Urban air mobility vehicles — short-range electric aircraft designed for city use — are in commercial operation in several cities. The category has moved from science fiction to regulated airspace. The technology is real; the scale is still limited; the regulatory frameworks are still catching up.
Q: What does the flying car moment tell us about how to track emerging technology?
That the gap between ‘impossible’ and ‘commercially deployed’ is shrinking. Technologies that seemed like speculative fiction in 2010 are in production in 2025. The foresight discipline is to track technologies at the research frontier, not wait for them to appear in the news.
Q: What infrastructure needs to exist for urban air mobility to scale?
Vertiports — the equivalent of bus stops for air taxis — as well as air traffic management systems designed for low-altitude urban flight, charging infrastructure, and noise regulation frameworks. The technology is ahead of the infrastructure in most cities.
Q: Can Morris Misel speak about urban air mobility, transport futures, and emerging technology?
Yes. For keynotes on transport and technology futures, visit morrismisel.com/event-organisers.
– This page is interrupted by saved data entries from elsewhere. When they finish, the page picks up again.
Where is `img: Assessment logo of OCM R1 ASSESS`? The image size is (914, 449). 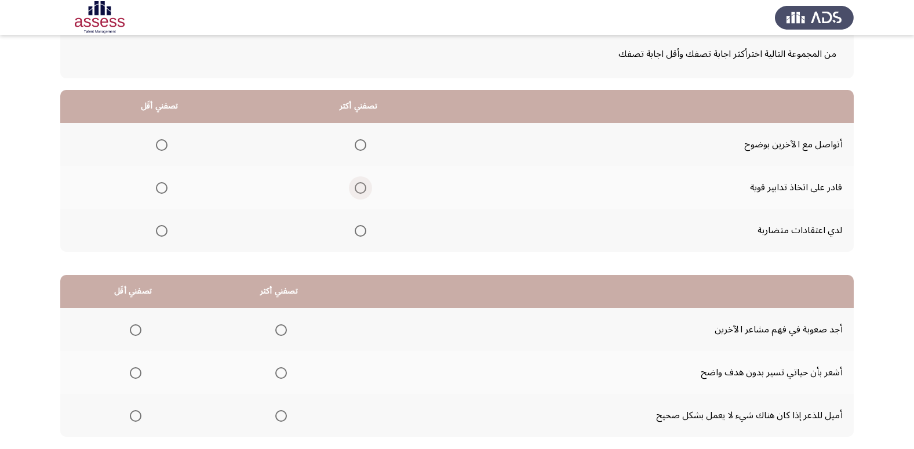 img: Assessment logo of OCM R1 ASSESS is located at coordinates (100, 17).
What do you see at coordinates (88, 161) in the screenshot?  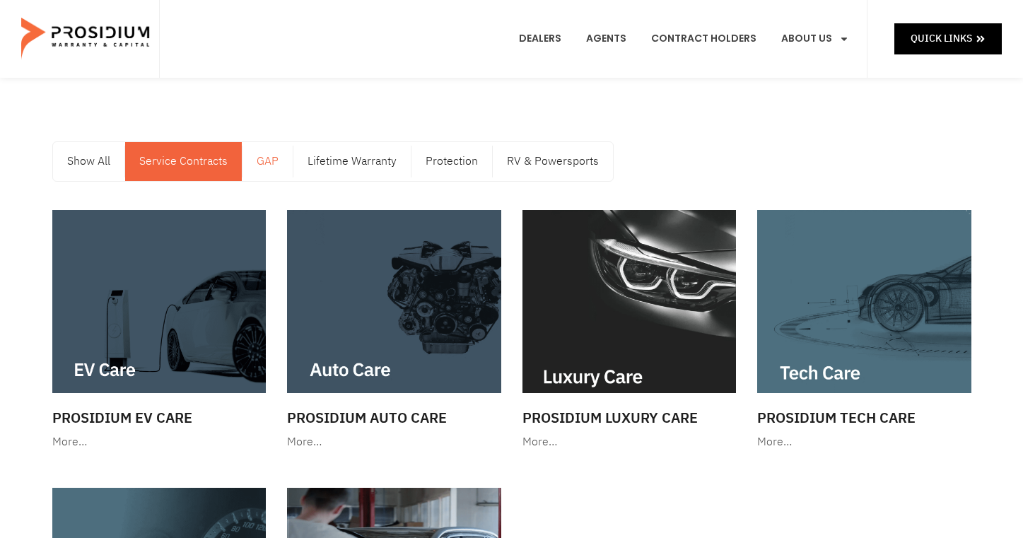 I see `a: Show All` at bounding box center [88, 161].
Uber Air made a splash today announcing that they are currently investigating either Sydney or Melbourne as a possible third international site for a trial of their new Uber Air taxi service. Over the past few weeks we’ve seen a few of these announcements from various potential p.
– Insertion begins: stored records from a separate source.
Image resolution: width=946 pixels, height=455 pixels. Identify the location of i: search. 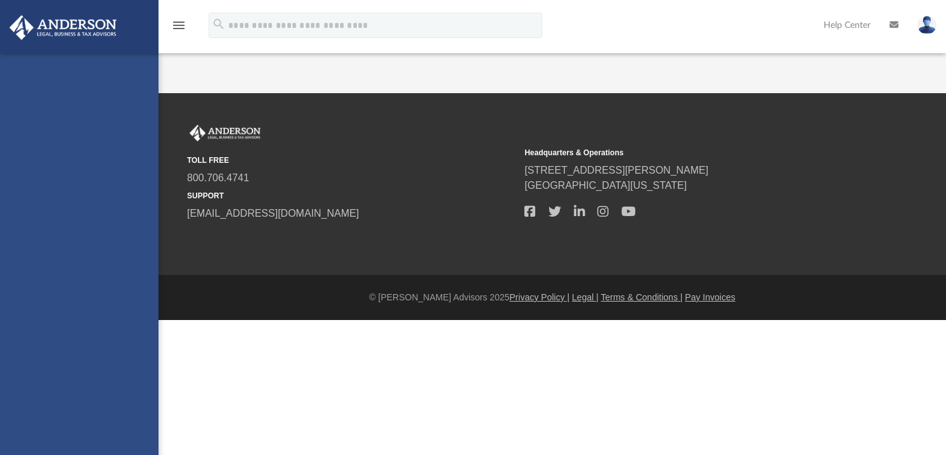
(219, 24).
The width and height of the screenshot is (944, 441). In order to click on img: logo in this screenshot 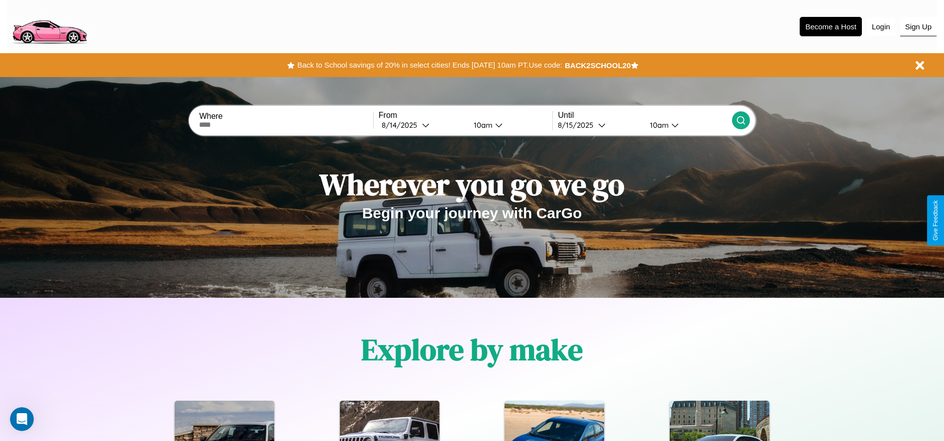, I will do `click(49, 25)`.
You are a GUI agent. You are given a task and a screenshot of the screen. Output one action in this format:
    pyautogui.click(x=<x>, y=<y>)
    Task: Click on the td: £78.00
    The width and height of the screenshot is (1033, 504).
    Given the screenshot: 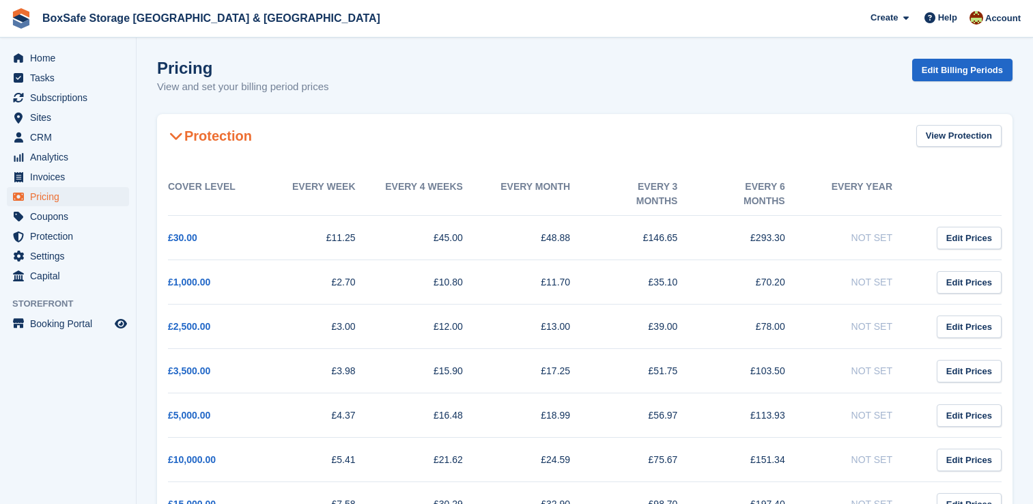 What is the action you would take?
    pyautogui.click(x=758, y=326)
    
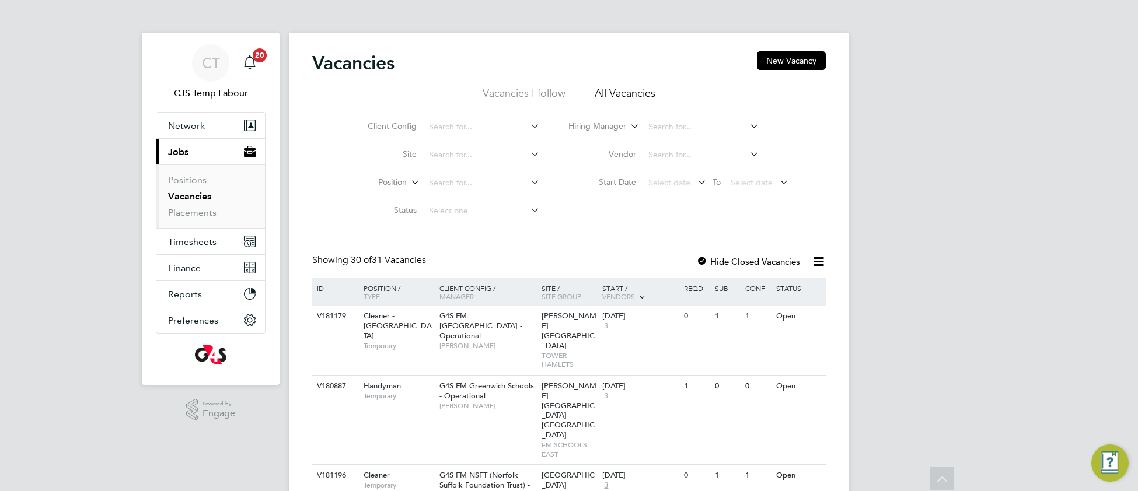 This screenshot has width=1138, height=491. Describe the element at coordinates (383, 210) in the screenshot. I see `label: Status` at that location.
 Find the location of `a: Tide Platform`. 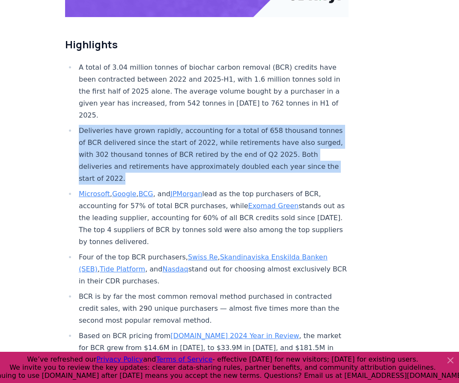

a: Tide Platform is located at coordinates (122, 269).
When signals like Flying Cars / ABC Illawarra emerge, organisations that engage early have the advantage of choosing their response rather than reacting to events. That gap between those who prepared and those who did not is where competitive positioning is actually made or lost.
The most important question is not whether Flying Cars / ABC Illawarra will matter, but how quickly it will matter in your specific context. Leaders benefit most from mapping the ripple effects early — not just the direct impact but the second and third-order consequences that arrive later and hit harder. That is the practical work of foresight.